[[ THE RECORDS open ]]
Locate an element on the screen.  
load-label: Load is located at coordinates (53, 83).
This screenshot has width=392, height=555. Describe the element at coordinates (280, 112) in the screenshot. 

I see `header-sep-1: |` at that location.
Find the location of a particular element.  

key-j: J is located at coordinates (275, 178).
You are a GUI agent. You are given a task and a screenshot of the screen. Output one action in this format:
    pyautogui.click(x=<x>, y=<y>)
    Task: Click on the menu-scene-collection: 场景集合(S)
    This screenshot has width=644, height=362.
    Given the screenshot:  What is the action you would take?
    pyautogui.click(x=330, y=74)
[[ THE RECORDS closed ]]
[[ THE RECORDS open ]]
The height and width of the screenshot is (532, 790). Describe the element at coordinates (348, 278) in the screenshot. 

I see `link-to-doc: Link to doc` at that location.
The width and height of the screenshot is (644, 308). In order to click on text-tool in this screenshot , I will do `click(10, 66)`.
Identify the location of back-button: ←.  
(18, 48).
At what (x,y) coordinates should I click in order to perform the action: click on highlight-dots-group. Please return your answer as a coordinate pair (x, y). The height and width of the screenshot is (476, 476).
[[ THE RECORDS closed ]]
**TASK PROMPT:**
Scan the data for the word "order" and copy every line where it shows up.

**FINAL ANSWER:**
The width and height of the screenshot is (644, 308). In order to click on text-tool in this screenshot , I will do `click(10, 66)`.
At what (x,y) coordinates should I click in order to perform the action: click on highlight-dots-group. Please return your answer as a coordinate pair (x, y). The height and width of the screenshot is (476, 476).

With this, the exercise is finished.